In my recent, profound conversation with Faye Laroux, we explored how the body serves as both a vessel for trauma and the ultimate portal to transformation.
Faye's path began on the prestigious stages of the American Ballet Theater, where at just 17 years old, she was immersed in a world of elite performance, perfectionism, and what she describes as "grooming" culture. The ballet world, while beautiful from the outside, contained darker undercurrents of control, misogyny, and voicelessness. As Faye explains, dancers are trained to let their bodies be shaped and directed by external forces, a pattern that can open vulnerabilities in other areas of life. This early conditioning created a foundation for both heightened sensitivity and susceptibility to manipulation.
What's particularly striking about Faye's experience is her perspective on trauma itself. Rather than viewing trauma solely as damage to be repaired, she offers a revolutionary reframe: "Trauma is the codex to psychic power." This perspective reveals how trauma breaks us open into heightened states of sensitivity, creating a critical choice point: we can either allow this opening to harden and close, or we can choose to maintain this sensitivity and allow it to reshape our lives entirely. The latter path requires tremendous courage—the willingness to feel everything and to live differently than most people.
The body's intelligence emerges as a central theme throughout our conversation. As Faye describes, the body isn't merely housing our subconscious mind—it is our subconscious mind made tangible. Through her work with Hellerwork (structural integration) and other modalities, she discovered that "the only pain is resistance." This profound insight applies not just to physical pressure but to all of life's challenges. When we resist what is happening, we create internal conflict that manifests as suffering. The alternative—learning to receive pressure, to let go under its influence—creates an entirely different experience.
Perhaps most compelling is Faye's description of the body as a portal. Through deep embodiment practices, we can move beyond the illusion of solidity and separation. "The form, the material, is just an illusion," she explains. By bringing consciousness into sensation, feeling ever more deeply, we eventually reach a point where the boundaries between inner and outer dissolve. This is where healing truly occurs—not by fighting against what has happened, but by allowing it to move through us completely, extracting its wisdom without letting it define us.
This understanding leads to important insights about the larger forces at work in our world. Faye speaks of energetic parasites that operate through disconnection and self-abandonment. Rather than focusing on blame, she points to the importance of sovereignty—recognizing how we unknowingly participate in these dynamics and choosing differently. True freedom comes when we can see beyond good/bad polarities into the larger evolutionary process unfolding through these challenges.
The path of healing trauma isn't about returning to who we were before it occurred. It's about becoming something entirely new—integrating the gifts of sensitivity and insight that come through these ruptures. This is the journey of the spiritual warrior, walking the edge between opposing forces, choosing again and again to stay present with what is arising. The warrior's heart is raw and exposed—painfully beautiful in its vulnerability and strength.
What emerges from this conversation is a radical invitation to reconsider our relationship with both trauma and healing. Perhaps the greatest transformation doesn't come from trying to fix or eliminate our wounds, but from allowing them to break us open to new dimensions of perception and being. Through the disciplined practice of embodiment, we learn not just to survive trauma but to alchemize it into wisdom, power, and purpose.
50% Complete
You deserve to live a life you truly love living. Learn to activate your highest potential now!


About this task
Whenever "volume" appears in a line, please copy that line from the data.

··· Task data

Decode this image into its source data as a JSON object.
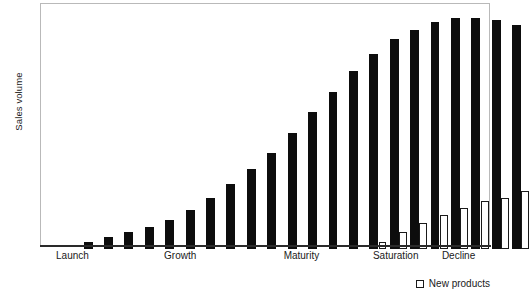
{
  "chart_data": {
    "type": "bar",
    "title": "",
    "xlabel": "",
    "ylabel": "Sales volume",
    "grid": false,
    "legend_position": "bottom-right",
    "ylim": [
      0,
      100
    ],
    "axis_ticks_visible": false,
    "categories": [
      "1",
      "2",
      "3",
      "4",
      "5",
      "6",
      "7",
      "8",
      "9",
      "10",
      "11",
      "12",
      "13",
      "14",
      "15",
      "16",
      "17",
      "18",
      "19",
      "20",
      "21",
      "22"
    ],
    "stages": [
      {
        "label": "Launch",
        "center_x_pct": 7
      },
      {
        "label": "Growth",
        "center_x_pct": 31
      },
      {
        "label": "Maturity",
        "center_x_pct": 58
      },
      {
        "label": "Saturation",
        "center_x_pct": 79
      },
      {
        "label": "Decline",
        "center_x_pct": 93
      }
    ],
    "series": [
      {
        "name": "Sales volume",
        "color": "#0d0d0d",
        "style": "filled",
        "values": [
          3,
          5,
          7,
          9,
          12,
          16,
          21,
          27,
          33,
          40,
          48,
          57,
          65,
          74,
          81,
          87,
          91,
          94,
          96,
          96,
          95,
          93
        ]
      },
      {
        "name": "New products",
        "color": "#ffffff",
        "style": "outlined",
        "values": [
          0,
          0,
          0,
          0,
          0,
          0,
          0,
          0,
          0,
          0,
          0,
          0,
          0,
          0,
          3,
          7,
          11,
          14,
          17,
          20,
          21,
          24
        ]
      }
    ]
  },
  "legend": {
    "items": [
      {
        "label": "New products",
        "swatch": "open-square"
      }
    ]
  }
}
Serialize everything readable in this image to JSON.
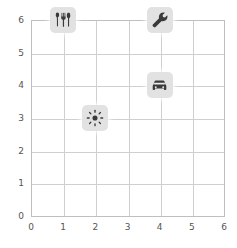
{
  "chart_data": {
    "type": "scatter",
    "title": "",
    "xlabel": "",
    "ylabel": "",
    "xlim": [
      0,
      6
    ],
    "ylim": [
      0,
      6
    ],
    "grid": true,
    "legend": "none",
    "x_ticks": [
      "0",
      "1",
      "2",
      "3",
      "4",
      "5",
      "6"
    ],
    "y_ticks": [
      "0",
      "1",
      "2",
      "3",
      "4",
      "5",
      "6"
    ],
    "points": [
      {
        "label": "restaurant",
        "icon": "utensils-icon",
        "x": 1,
        "y": 6
      },
      {
        "label": "repair",
        "icon": "wrench-icon",
        "x": 4,
        "y": 6
      },
      {
        "label": "car",
        "icon": "car-icon",
        "x": 4,
        "y": 4
      },
      {
        "label": "sun",
        "icon": "sun-icon",
        "x": 2,
        "y": 3
      }
    ]
  },
  "colors": {
    "background": "#ffffff",
    "grid": "#cfcfcf",
    "axis": "#bfbfbf",
    "tick_text": "#555555",
    "marker_badge": "#e2e2e2",
    "icon": "#3a3a3a"
  }
}
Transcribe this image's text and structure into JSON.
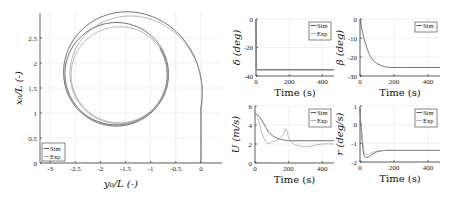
{
  "chart_data": [
    {
      "id": "trajectory",
      "type": "line",
      "title": "",
      "xlabel": "y0/L (-)",
      "ylabel": "x0/L (-)",
      "xlim": [
        -3.2,
        0.42
      ],
      "ylim": [
        0,
        3.0
      ],
      "xticks": [
        -3,
        -2.5,
        -2,
        -1.5,
        -1,
        -0.5,
        0
      ],
      "xtick_labels": [
        "-3",
        "-2.5",
        "-2",
        "-1.5",
        "-1",
        "-0.5",
        "0"
      ],
      "yticks": [
        0,
        0.5,
        1,
        1.5,
        2,
        2.5
      ],
      "ytick_labels": [
        "0",
        "0.5",
        "1",
        "1.5",
        "2",
        "2.5"
      ],
      "grid": true,
      "legend_position": "lower left",
      "legend": [
        "Sim",
        "Exp"
      ],
      "series": [
        {
          "name": "Sim",
          "description": "starts at (0,0), rises vertically then curls left into a circle of radius ~1.05 centered near (-1.68, 1.78)",
          "center": [
            -1.68,
            1.78
          ],
          "radius": 1.06
        },
        {
          "name": "Exp",
          "description": "similar spiral, slightly smaller circle radius ~0.98 centered near (-1.62, 1.76)",
          "center": [
            -1.62,
            1.76
          ],
          "radius": 0.99
        }
      ]
    },
    {
      "id": "delta",
      "type": "line",
      "xlabel": "Time (s)",
      "ylabel": "δ (deg)",
      "xlim": [
        0,
        470
      ],
      "ylim": [
        -40,
        0
      ],
      "xticks": [
        0,
        200,
        400
      ],
      "yticks": [
        -40,
        -20,
        0
      ],
      "grid": true,
      "legend": [
        "Sim",
        "Exp"
      ],
      "legend_position": "upper right",
      "series": [
        {
          "name": "Sim",
          "x": [
            0,
            2,
            470
          ],
          "y": [
            0,
            -35.5,
            -35.5
          ]
        },
        {
          "name": "Exp",
          "x": [
            0,
            2,
            470
          ],
          "y": [
            0,
            -36,
            -36
          ]
        }
      ]
    },
    {
      "id": "beta",
      "type": "line",
      "xlabel": "Time (s)",
      "ylabel": "β (deg)",
      "xlim": [
        0,
        470
      ],
      "ylim": [
        -30,
        0
      ],
      "xticks": [
        0,
        200,
        400
      ],
      "yticks": [
        -30,
        -20,
        -10,
        0
      ],
      "grid": true,
      "legend": [
        "Sim"
      ],
      "legend_position": "upper right",
      "series": [
        {
          "name": "Sim",
          "x": [
            0,
            10,
            25,
            50,
            75,
            100,
            150,
            200,
            300,
            470
          ],
          "y": [
            0,
            -5,
            -11,
            -17.5,
            -21.5,
            -23.5,
            -25.2,
            -25.5,
            -25.5,
            -25.5
          ]
        }
      ]
    },
    {
      "id": "U",
      "type": "line",
      "xlabel": "Time (s)",
      "ylabel": "U (m/s)",
      "xlim": [
        0,
        470
      ],
      "ylim": [
        0,
        6
      ],
      "xticks": [
        0,
        200,
        400
      ],
      "yticks": [
        0,
        2,
        4,
        6
      ],
      "grid": true,
      "legend": [
        "Sim",
        "Exp"
      ],
      "legend_position": "upper right",
      "series": [
        {
          "name": "Sim",
          "x": [
            0,
            20,
            50,
            80,
            110,
            150,
            200,
            300,
            470
          ],
          "y": [
            5.2,
            5.0,
            4.2,
            3.3,
            2.8,
            2.5,
            2.35,
            2.35,
            2.35
          ]
        },
        {
          "name": "Exp",
          "x": [
            0,
            15,
            40,
            70,
            100,
            140,
            170,
            185,
            200,
            230,
            300,
            400,
            470
          ],
          "y": [
            5.1,
            4.8,
            3.2,
            2.1,
            2.2,
            2.5,
            3.0,
            3.6,
            2.6,
            2.0,
            1.7,
            2.0,
            2.0
          ]
        }
      ]
    },
    {
      "id": "r",
      "type": "line",
      "xlabel": "Time (s)",
      "ylabel": "r (deg/s)",
      "xlim": [
        0,
        470
      ],
      "ylim": [
        -2,
        1
      ],
      "xticks": [
        0,
        200,
        400
      ],
      "yticks": [
        -2,
        -1,
        0,
        1
      ],
      "grid": true,
      "legend": [
        "Sim",
        "Exp"
      ],
      "legend_position": "upper right",
      "series": [
        {
          "name": "Sim",
          "x": [
            0,
            5,
            20,
            40,
            70,
            100,
            150,
            200,
            470
          ],
          "y": [
            0.9,
            0,
            -1.5,
            -1.75,
            -1.6,
            -1.45,
            -1.38,
            -1.38,
            -1.38
          ]
        },
        {
          "name": "Exp",
          "x": [
            0,
            5,
            20,
            40,
            70,
            100,
            150,
            200,
            470
          ],
          "y": [
            0.9,
            0,
            -1.3,
            -1.6,
            -1.5,
            -1.42,
            -1.38,
            -1.38,
            -1.38
          ]
        }
      ]
    }
  ],
  "labels": {
    "traj_xlabel": "y₀/L (-)",
    "traj_ylabel": "x₀/L (-)",
    "time_label": "Time (s)",
    "delta_ylabel": "δ (deg)",
    "beta_ylabel": "β (deg)",
    "U_ylabel": "U (m/s)",
    "r_ylabel": "r (deg/s)",
    "legend_sim": "Sim",
    "legend_exp": "Exp"
  },
  "colors": {
    "sim": "#333333",
    "exp": "#9a9a9a",
    "grid": "#e6e6e6",
    "axis": "#222222"
  }
}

······

Finished task
    "ylabel": "Sales volume",
        "name": "Sales volume",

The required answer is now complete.